No DLL local copy

Started by
2 comments, last by Draycos 11 years ago

I have created solution using Visual Studio C++ 2010 Express which has two EXE projects and a DLL project - a game, game editor and the shared code. Since having switched to a more 'industry standard' directory structure I've been getting a "program can't start because xxx.dll is missing" error. I've added all the dependancies and references, made sure 'Copy Local' is set to true, etc (the 'Reference Properties' even shows the correct full path of the dll), but there isn't a local copy of the dll in the project output directory when I compile the solution. I can get around the error by manually copying the dll, but it would seem that Visual Studio should be doing this for me. Can you suggest why Visual Studio might not be doing this, have I missed a setting somewhere?

Advertisement

You can set the output path in the linker output options panel for the dll project.

"Most people think, great God will come from the sky, take away everything, and make everybody feel high" - Bob Marley

This post explains one way to do it.

How you set it up really depends on you. I generally create a shared folder ( projectroot/dlls ) for example that all generated and 3rd party dlls are put in. In this case, I simply invoke a copy command as a post build command in my dll projects. Then in your other projects, you add this folder path as a dependency. However, this requires you to update dependencies manually ( if your DLLs change, this dependency isn't known across the various projects ).

This post explains one way to do it.



Cool, thanks for the info. I think I just need to concrete my project directory layout, as nicely illustrated in your link.

This topic is closed to new replies.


◆ Aim of the exercise:
Across all the records, filter for lines with the word "Assistant" and copy them.

(Items from an interface collection)
*** Begin section ***

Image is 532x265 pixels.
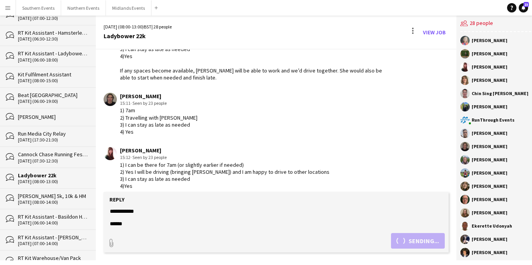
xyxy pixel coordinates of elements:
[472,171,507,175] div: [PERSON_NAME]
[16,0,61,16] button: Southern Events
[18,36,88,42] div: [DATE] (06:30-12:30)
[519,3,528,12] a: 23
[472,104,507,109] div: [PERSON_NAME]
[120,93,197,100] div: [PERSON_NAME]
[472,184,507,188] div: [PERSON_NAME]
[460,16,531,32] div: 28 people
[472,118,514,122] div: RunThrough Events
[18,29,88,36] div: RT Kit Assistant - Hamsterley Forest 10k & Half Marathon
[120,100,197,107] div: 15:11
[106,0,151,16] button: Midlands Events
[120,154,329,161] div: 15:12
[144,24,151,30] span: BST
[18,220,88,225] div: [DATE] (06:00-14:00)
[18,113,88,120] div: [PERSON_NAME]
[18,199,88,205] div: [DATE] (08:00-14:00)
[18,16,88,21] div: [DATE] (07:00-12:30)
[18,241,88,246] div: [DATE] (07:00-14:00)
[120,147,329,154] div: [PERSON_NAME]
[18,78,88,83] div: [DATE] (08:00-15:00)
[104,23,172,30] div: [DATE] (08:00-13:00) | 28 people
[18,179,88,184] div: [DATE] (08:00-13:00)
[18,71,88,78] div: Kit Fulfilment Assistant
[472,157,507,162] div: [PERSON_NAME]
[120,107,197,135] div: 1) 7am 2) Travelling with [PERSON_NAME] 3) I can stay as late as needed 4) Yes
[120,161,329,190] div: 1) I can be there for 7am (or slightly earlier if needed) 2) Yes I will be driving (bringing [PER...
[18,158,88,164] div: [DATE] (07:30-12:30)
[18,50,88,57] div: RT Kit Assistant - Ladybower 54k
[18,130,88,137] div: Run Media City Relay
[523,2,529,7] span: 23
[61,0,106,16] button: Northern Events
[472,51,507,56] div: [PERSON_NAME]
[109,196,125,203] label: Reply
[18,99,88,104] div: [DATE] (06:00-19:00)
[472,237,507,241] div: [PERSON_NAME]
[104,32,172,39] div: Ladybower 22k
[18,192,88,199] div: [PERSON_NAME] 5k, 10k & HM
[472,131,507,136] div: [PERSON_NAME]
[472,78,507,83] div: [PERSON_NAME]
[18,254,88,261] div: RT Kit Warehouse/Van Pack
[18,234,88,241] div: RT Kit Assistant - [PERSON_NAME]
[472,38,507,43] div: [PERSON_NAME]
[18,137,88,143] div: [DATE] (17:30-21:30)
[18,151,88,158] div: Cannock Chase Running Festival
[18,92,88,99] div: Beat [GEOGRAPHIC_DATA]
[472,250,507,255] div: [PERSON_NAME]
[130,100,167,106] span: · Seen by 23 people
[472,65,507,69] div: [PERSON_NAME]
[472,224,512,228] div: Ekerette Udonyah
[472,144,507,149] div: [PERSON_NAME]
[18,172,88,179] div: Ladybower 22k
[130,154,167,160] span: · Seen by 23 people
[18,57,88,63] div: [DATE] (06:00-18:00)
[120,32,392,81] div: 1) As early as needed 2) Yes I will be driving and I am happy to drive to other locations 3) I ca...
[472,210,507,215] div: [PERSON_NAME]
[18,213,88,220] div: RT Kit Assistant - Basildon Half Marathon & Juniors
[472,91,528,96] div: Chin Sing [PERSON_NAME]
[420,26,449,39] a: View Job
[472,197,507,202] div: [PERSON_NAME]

*** End section ***

◆ Output for this task:
[18,29,88,36] div: RT Kit Assistant - Hamsterley Forest 10k & Half Marathon
[18,71,88,78] div: Kit Fulfilment Assistant
[18,50,88,57] div: RT Kit Assistant - Ladybower 54k
[18,234,88,241] div: RT Kit Assistant - [PERSON_NAME]
[18,213,88,220] div: RT Kit Assistant - Basildon Half Marathon & Juniors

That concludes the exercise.